Geopolitics overshadow COP29 talks on climate cash
|
Countries at the COP29 summit tried to make progress on how to raise more in climate finance for the world’s most vulnerable, as political tensions overshadowed the talks and Argentina pulled its delegation from Baku.
The success of this year’s UN climate summit hinges on whether countries can agree on a new finance target for richer countries, development lenders and the private sector to deliver each year. Developing countries need at least $US1trillion ($A1.5 trillion) annually by the end of the decade to cope with climate change, economists told the UN talks.
Many countries have said that money is essential to their setting ambitious climate goals ahead of next year’s COP30 in Brazil.
But reaching a deal could be tough at this year’s summit, where the mood has been soured by public disagreements and pessimism about shifts in global politics.
Donald Trump’s presidential election win has cast the United States’ future role in climate talks into doubt, and tension between developed and developing nations has bubbled to the surface on the main stages and in negotiating rooms.
“Parties must remember that the clock is ticking,” COP29 Lead Negotiator Yalchin Rafiyev told a news conference on Thursday
The previous annual finance goal of $US100 billion ($A155 billion) expires this year. But wealthy countries only met the pledge in full starting in 2022.
Early Thursday, a report from the Independent High-Level Expert Group on Climate Finance said the target annual figure would need to rise to at least $US1.3 trillion ($A2 trillion) a year by 2035 if countries fail to act now.
Behind the scenes, negotiators are working on draft texts, but early stage documents published by the UN climate body show views around the table still diverge widely.
Many Western governments arrived in Baku reluctant to pledge big sums.
The likely withdrawal of the United States from any future funding deal will raise pressure on delegates to find other ways to secure the needed funds.
Among them are the world’s multilateral development banks such as the World Bank, funded by the richer countries and in the process of being reformed so they can lend more.
Ten of the largest have said they would plan to increase their climate finance by roughly 60 per cent to $US120 billion ($A186 billion) a year by 2030, with at least an extra $US65 billion ($A101 billion) from the private sector.
On Thursday Zakir Nuriyev, head of the Association of Banks of Azerbaijan, said the country’s 22 banks would commit nearly $US1.2 billion ($A1.9 billion) to finance projects that help Azerbaijan transition to a low-carbon economy.
So far the conference – which many global leaders decided to skip altogether – has been marked more by division than unity.
Argentina’s abrupt departure on Thursday followed an order from Buenos Aires.
The country’s presidential spokesperson said the move would allow Gerardo Werthein, the new foreign affairs minister, to “revaluate the situation, reflect on the position”.

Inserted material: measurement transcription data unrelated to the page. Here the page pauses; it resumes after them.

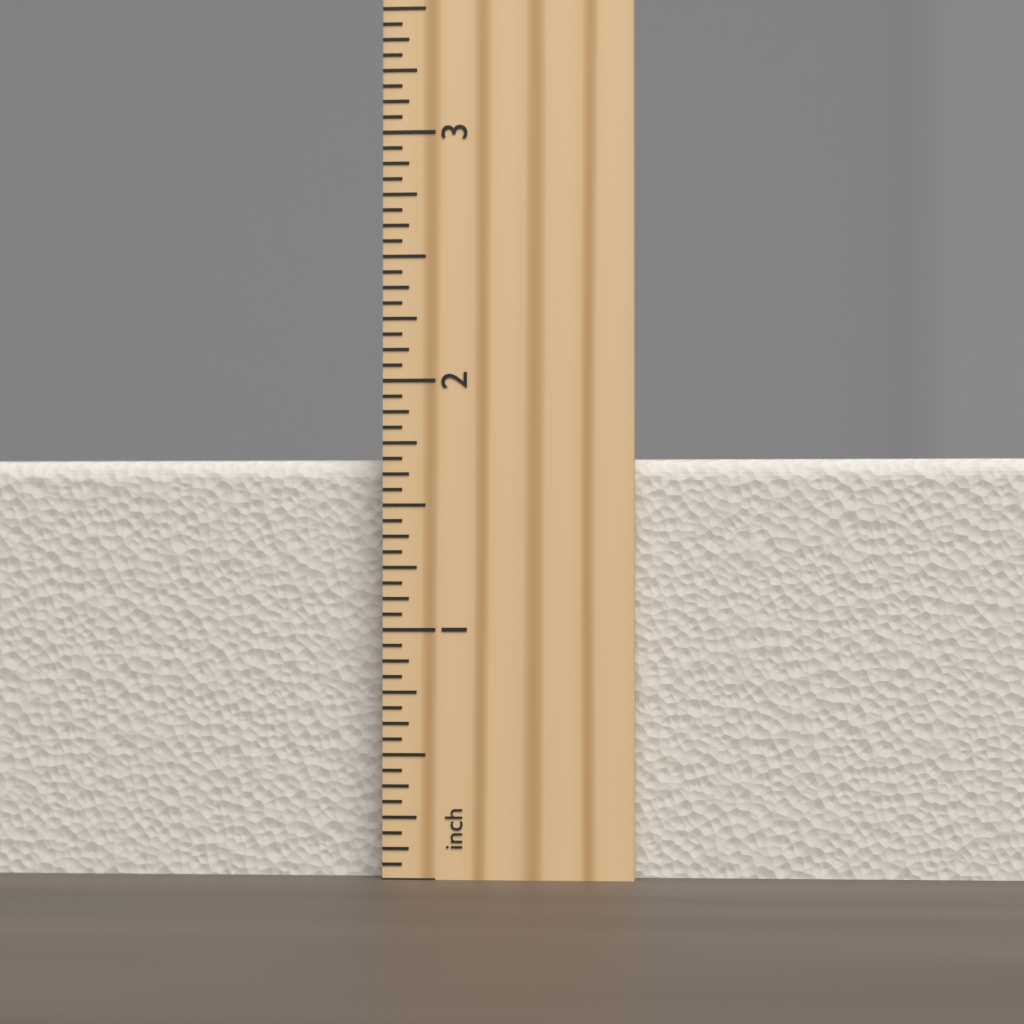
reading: 1.6875 inch
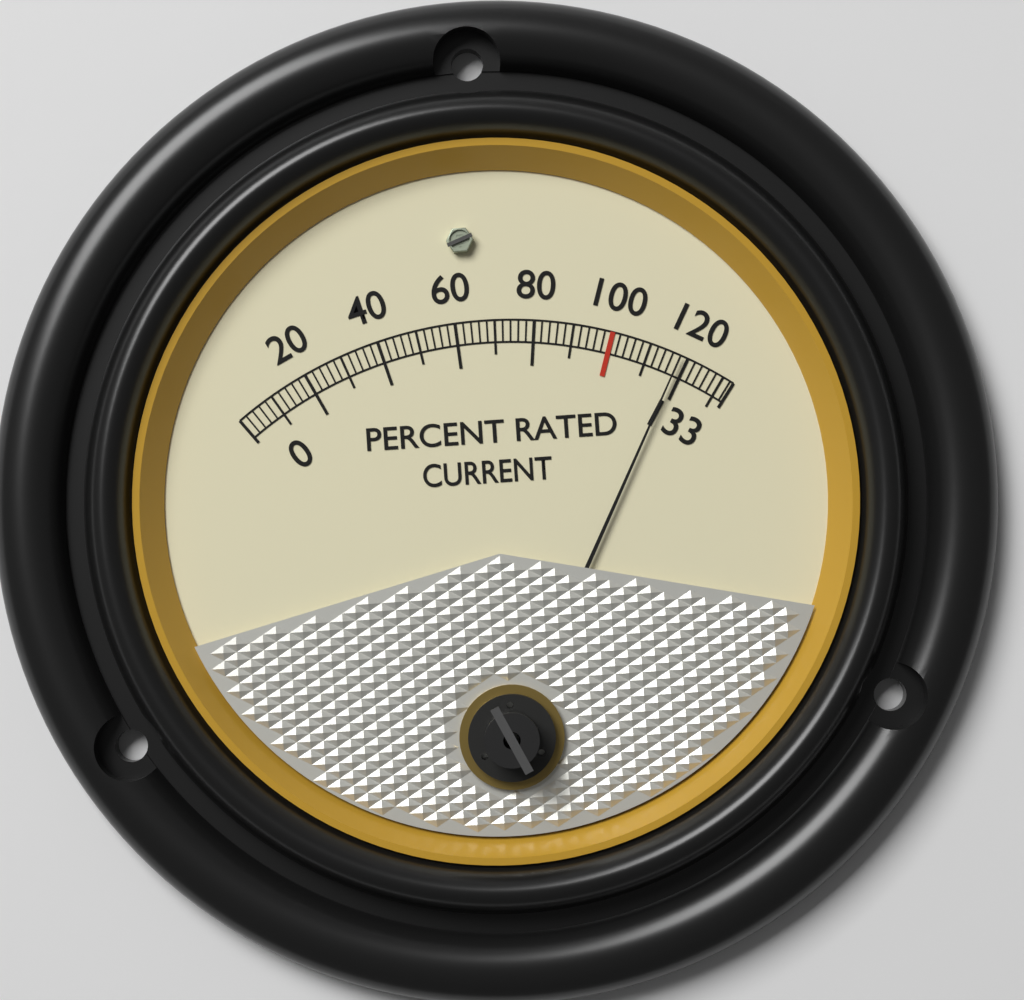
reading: 118 %
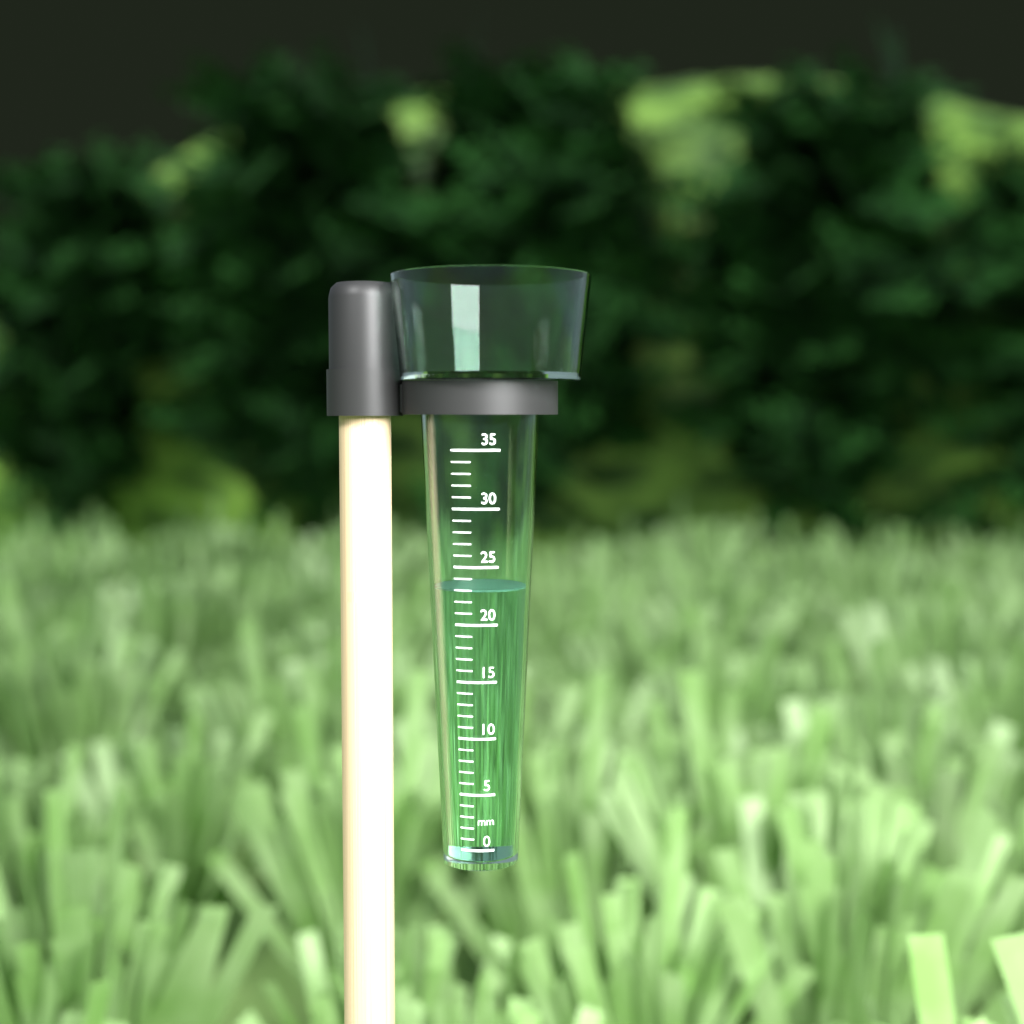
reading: 23 mm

The minister is “withdrawing the delegation in virtue of a whole reform the minister is going to do. There’s not much else to say,” the spokesperson, Manuel Adorni, told a news conference in Buenos Aires.
Argentina’s President Javier Milei, who previously has called global warming a hoax, was due this week to meet Trump, also a climate change denier.
When asked whether Argentina would withdraw from the Paris Agreement, Ana Lamas, undersecretary for environment for Argentina, who led the country’s delegation at COP29, told Reuters: “We are only withdrawing from COP29.”
Observers criticised the withdrawal by Argentina’s right-wing government, and said it could hurt the country’s hopes of raising future climate cash.
A day earlier, French climate minister Agnès Pannier-Runacher cancelled her trip to COP29 after Azerbaijan’s President Ilham Aliyev accused France of “crimes” in its overseas territories in the Caribbean.
France and Azerbaijan have long had tense relations because of Paris’ support of Azerbaijan’s rival Armenia. This year, Paris accused Baku of meddling and abetting violent unrest in New Caledonia.